The Hooksett School Board met last night and in a consequential decision designated Manchester as its school of record on a vote of four to two.  Board Chair Joanne McHugh and Board Clerk Todd Lizotte opposed the move, which will assign all students to Manchester high schools, except those who choose to go to one of the other four districts the town maintains agreements with.  Mike Berry was absent.  The board also approved a new policy regarding when and how students who start at a high school can transfer to another one.

News from our own backyard continues after this.

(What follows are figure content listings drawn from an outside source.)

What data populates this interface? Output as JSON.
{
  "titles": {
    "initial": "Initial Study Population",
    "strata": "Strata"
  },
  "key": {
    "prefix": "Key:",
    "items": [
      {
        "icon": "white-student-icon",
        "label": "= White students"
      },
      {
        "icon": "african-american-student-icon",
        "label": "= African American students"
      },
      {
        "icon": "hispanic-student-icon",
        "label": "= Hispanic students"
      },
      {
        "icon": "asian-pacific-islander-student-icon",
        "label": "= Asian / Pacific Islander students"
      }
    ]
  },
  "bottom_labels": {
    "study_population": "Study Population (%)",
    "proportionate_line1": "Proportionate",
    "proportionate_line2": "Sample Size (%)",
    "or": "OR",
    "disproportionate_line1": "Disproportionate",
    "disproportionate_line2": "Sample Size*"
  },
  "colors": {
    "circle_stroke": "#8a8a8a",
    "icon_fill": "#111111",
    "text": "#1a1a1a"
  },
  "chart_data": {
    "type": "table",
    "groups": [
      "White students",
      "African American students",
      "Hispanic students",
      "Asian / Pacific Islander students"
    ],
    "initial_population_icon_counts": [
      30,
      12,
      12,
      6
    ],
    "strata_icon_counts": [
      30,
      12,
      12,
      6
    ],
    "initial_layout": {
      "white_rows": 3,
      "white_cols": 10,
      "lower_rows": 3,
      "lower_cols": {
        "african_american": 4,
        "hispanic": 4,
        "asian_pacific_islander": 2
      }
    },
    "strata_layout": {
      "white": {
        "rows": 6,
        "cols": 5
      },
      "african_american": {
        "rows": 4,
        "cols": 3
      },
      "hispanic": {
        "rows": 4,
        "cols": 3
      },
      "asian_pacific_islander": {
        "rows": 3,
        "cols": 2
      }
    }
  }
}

Havenstein:  Releases jobs plan

Havenstein:  Releases jobs plan

G O P Gubernatorial Candidate Walt Havenstein released his eight fifteen seventeen plan at a press event in Manchester yesterday.  It’s a jobs creation plan named eight fifteen seventeen because he says it will create twenty five thousand jobs by August fifteenth two thousand seventeen, which would be near the end of his first term as governor if elected this fall.  The eleven page plan documents New Hampshire’s relatively grim job creation history dating back to two thousand two and enumerated a number of causes, from taxes and power costs that became too high to regulations that became too difficult.  Havenstein’s plan calls for a reduction in the Business Profits Tax, passage of a Right to Work bill and marketing the state to businesses.  Former Governor Stephen Merrill issued a statement saying that during his two terms as governor, the state created fifty four thousand new jobs, so he believes Havenstein’s goal of twenty five thousand in the next term is achievable.  We’ve linked to the plan for your convenience from this newscast at Girard at Large dot com.

Hemingway:  Says Havenstein's plan is "boring."

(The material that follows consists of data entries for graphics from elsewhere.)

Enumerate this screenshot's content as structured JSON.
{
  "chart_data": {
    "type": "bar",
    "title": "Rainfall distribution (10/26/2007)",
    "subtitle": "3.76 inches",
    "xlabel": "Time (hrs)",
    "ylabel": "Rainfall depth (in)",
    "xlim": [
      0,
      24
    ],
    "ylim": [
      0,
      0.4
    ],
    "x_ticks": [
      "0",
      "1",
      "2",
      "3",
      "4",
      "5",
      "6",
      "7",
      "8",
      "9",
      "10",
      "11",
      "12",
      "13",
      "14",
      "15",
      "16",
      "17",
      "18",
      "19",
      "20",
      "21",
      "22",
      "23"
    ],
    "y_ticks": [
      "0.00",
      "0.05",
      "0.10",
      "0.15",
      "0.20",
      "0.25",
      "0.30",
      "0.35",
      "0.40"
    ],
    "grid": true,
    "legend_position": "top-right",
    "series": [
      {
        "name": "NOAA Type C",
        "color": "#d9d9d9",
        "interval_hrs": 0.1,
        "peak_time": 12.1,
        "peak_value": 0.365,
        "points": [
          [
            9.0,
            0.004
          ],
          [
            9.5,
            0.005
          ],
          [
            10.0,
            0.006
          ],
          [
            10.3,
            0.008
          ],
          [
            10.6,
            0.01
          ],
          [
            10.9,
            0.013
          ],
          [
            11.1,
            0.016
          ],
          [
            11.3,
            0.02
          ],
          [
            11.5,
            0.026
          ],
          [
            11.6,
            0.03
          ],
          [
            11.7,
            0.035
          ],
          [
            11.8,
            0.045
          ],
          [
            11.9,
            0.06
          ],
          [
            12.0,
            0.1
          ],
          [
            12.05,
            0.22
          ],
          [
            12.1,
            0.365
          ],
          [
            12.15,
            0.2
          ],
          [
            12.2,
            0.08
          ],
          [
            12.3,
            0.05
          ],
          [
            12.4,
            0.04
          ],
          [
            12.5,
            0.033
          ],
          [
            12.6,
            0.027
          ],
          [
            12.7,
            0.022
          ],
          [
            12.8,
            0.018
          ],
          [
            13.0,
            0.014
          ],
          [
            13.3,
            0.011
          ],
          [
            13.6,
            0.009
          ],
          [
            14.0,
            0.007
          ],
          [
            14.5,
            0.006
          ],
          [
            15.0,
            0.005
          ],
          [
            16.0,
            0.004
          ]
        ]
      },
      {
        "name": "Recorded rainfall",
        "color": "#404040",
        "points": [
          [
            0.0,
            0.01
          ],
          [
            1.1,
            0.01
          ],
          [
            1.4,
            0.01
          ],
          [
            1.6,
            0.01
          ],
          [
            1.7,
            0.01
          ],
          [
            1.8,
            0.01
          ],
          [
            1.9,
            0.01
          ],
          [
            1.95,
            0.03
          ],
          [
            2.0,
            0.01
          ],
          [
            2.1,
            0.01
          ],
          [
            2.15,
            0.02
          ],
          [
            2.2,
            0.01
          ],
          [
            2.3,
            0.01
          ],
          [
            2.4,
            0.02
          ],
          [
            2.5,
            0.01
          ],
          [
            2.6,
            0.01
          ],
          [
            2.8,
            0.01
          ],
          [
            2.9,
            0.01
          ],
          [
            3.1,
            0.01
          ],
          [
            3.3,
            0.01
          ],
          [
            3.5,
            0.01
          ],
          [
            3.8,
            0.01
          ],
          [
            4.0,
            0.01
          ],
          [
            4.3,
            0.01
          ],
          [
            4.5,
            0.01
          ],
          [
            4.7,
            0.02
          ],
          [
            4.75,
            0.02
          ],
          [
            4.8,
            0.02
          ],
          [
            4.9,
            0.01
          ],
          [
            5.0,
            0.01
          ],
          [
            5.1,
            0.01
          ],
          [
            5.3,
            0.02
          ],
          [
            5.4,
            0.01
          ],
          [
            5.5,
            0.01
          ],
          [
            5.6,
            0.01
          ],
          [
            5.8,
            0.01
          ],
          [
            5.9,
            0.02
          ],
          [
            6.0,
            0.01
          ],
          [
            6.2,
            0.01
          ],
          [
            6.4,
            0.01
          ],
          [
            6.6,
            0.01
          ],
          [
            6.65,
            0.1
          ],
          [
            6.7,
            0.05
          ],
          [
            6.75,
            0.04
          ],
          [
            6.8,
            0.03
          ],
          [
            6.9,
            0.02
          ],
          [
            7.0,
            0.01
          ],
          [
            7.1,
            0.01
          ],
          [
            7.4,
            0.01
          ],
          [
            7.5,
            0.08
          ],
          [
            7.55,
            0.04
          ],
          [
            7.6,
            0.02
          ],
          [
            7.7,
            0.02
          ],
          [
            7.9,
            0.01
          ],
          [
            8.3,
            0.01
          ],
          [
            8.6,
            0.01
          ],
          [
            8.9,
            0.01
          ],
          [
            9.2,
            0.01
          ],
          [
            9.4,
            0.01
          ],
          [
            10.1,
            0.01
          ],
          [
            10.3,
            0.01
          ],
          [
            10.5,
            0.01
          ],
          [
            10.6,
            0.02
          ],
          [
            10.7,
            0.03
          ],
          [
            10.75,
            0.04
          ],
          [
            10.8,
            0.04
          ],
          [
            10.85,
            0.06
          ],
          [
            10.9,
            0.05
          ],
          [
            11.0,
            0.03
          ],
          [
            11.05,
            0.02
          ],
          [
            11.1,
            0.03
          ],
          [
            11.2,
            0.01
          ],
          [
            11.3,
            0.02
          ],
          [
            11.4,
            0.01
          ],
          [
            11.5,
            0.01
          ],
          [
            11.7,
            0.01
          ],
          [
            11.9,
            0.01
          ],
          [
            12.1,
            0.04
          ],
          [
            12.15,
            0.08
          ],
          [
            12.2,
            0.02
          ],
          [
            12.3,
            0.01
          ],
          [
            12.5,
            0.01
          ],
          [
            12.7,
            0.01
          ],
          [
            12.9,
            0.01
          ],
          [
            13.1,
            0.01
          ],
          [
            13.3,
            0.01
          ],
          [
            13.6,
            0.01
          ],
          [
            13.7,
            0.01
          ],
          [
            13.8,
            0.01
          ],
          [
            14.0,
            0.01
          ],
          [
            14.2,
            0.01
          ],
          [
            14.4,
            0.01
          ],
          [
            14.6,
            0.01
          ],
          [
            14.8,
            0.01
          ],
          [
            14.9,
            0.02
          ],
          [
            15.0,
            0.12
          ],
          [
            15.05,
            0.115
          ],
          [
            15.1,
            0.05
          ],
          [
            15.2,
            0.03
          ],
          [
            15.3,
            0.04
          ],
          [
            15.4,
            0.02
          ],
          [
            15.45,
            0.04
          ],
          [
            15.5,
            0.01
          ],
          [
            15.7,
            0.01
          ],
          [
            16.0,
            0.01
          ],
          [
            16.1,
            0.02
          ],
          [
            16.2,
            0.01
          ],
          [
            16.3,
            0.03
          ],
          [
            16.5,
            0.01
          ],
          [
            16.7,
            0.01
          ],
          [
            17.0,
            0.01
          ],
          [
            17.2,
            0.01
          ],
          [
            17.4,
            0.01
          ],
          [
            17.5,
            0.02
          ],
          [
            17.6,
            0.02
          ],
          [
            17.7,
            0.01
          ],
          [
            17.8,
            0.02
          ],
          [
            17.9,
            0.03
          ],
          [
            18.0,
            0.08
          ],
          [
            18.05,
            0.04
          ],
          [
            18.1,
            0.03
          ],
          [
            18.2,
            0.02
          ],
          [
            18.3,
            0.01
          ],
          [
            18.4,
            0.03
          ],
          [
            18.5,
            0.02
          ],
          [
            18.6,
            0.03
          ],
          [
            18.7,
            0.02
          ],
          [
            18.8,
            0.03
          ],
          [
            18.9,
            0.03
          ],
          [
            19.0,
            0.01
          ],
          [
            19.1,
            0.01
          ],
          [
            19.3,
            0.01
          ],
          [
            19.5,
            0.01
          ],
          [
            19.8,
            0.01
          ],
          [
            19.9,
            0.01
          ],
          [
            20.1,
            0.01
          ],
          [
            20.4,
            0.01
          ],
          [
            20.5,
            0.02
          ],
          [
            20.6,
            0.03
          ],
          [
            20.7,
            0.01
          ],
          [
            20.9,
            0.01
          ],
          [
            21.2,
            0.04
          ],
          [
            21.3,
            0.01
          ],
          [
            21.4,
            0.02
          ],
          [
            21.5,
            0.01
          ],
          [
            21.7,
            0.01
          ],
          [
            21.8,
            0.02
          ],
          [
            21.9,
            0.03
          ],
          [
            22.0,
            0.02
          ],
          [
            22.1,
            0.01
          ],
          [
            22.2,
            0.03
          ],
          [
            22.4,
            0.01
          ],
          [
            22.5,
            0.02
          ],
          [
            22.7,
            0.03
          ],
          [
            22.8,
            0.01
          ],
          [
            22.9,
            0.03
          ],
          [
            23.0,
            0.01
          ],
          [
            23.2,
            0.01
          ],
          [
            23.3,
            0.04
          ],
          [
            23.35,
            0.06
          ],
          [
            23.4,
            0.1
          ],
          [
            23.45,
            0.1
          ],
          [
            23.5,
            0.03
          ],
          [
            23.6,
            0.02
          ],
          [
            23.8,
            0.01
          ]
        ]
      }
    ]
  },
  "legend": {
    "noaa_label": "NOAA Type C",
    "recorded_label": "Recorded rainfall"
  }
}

Hemingway:  Says Havenstein’s plan is “boring.”

Unimpressed by the plan was primary rival Andrew Hemingway, whose campaign released a statement.  While he said he actually agreed with some of Havenstein’s proposals, he referred to the plan as “boring” and “ineffective” using “platitudes.”  Quote:  “Those 11 pages could’ve been condensed in to one line that reads, ‘I propose doing what everyone else has proposed doing for two decades and watch history repeat itself.’…the people of the Granite State deserve at least a little bit of effort when it comes to how they’re going to put food on their tables, beyond stale campaign promises and rhetoric.”  End quote.  In the statement, Hemingway touted his own proposal to overhaul business taxes, saying it quote “changes the entire current system of taxation in the state and I’ve done that because if we are to actually grow, expand and maybe get twenty five thousand  jobs in here, that’s what we need to do.   A moderate reduction in one business tax, which only benefits large companies, will not create any economic growth.”

That’s news from our own backyard, Girard at Large hour ___ is on the way!